The most difficult issue is nuclear weapons. Today South Korea relies on “extended deterrence,” that is, on Washington’s willingness to engage in nuclear war to defend its military allies. The policy was believable when Pyongyang lacked any means to retaliate against a U.S. strike.
However, North Korea has developed nuclear weapons and is working on intercontinental ballistic missiles capable of hitting the American mainland. The Kim government has made steady progress in improving and expanding its missile arsenal. A few years ago the RAND Corporation and Asan Institute warned that later this decade “North Korea could have 200 nuclear weapons and several dozen intercontinental ballistic missiles (ICBMs) and hundreds of theater missiles for delivering the nuclear weapons.” The result could be even worse if Russia provides technical assistance as payment for North Korean aid in Moscow’s war against Ukraine.
A majority of Americans view the North Korean nuclear program as a “critical threat,” but that is true only because the U.S. is entangled in what is effectively an extended civil war. Kim wouldn’t waste his time denouncing Trump if American troops weren’t on his border and American planes and ships weren’t deployed over and around the peninsula.
Once North Korea has acquired the capability to destroy American cities and kill millions of Americans, extended deterrence will become unwise, even irrational. Although the United States will always possess an overwhelming retaliatory capability, going to war against the DPRK would threaten to end the Kim dynasty. The regime could threaten to unleash “fire and fury” against the U.S. in response, bringing doom to both nations.
A South Korean Deterrent
The alternative is a South Korean nuclear weapon.
Uncertain about Washington’s commitment when President Richard Nixon drew down American troops overseas, President Chun Doo-hwan began to develop nuclear weapons in the early 1970s. Only under strong pressure did he end the program. With Pyongyang’s continuing nuclear build-up, support for a South Korean bomb has surged. Governing elites are more skeptical, but a recent CSIS survey found that many of them would back an ROK program if U.S. military support wavered, as seemed likely with Trump’s return to the presidency.
Instead of waiting, Trump should jumpstart the process.

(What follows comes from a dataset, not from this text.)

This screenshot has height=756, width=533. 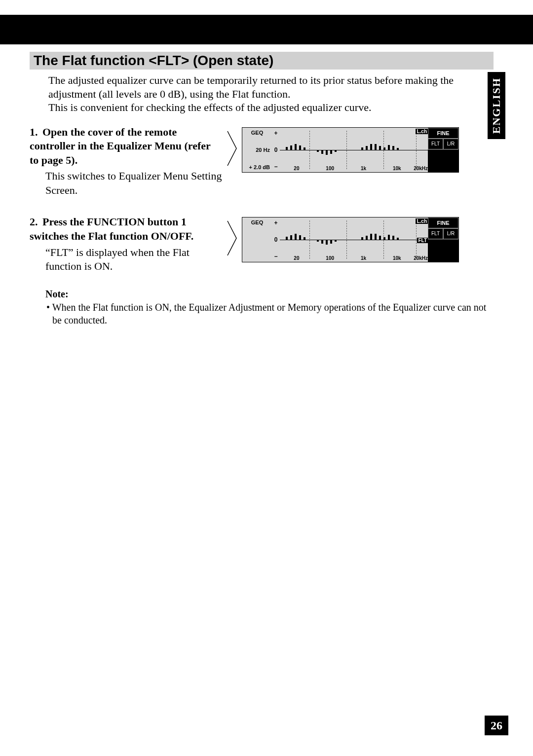 I want to click on tick-1k: 1k, so click(x=364, y=169).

In just a couple weeks he has done more than the other 13 postwar presidents combined to push the Europeans to take over responsibility for their own defense. He should do the same for South Korea.
The administration should initiate discussions with Seoul over the future of the alliance. The ROK should prepare to take over responsibility for its own defense, expanding its armed forces and military cooperation with friendly states. The Mutual Defense treaty should be revised, and U.S. troops should start coming home. And Seoul should seek dialogue with Pyongyang, indicating its willingness to forgo a major military expansion if the DPRK is prepared to build down. That may be unlikely, but the possibility should be explored.
The welcome end of the Cold War unleashed Washington’s arrogance and recklessness. The consequences were catastrophic—two decades of wars, hundreds of thousands of needless deaths, and trillions in wealth squandered. Trump should seize his opportunity to help create a new, more practical, security order.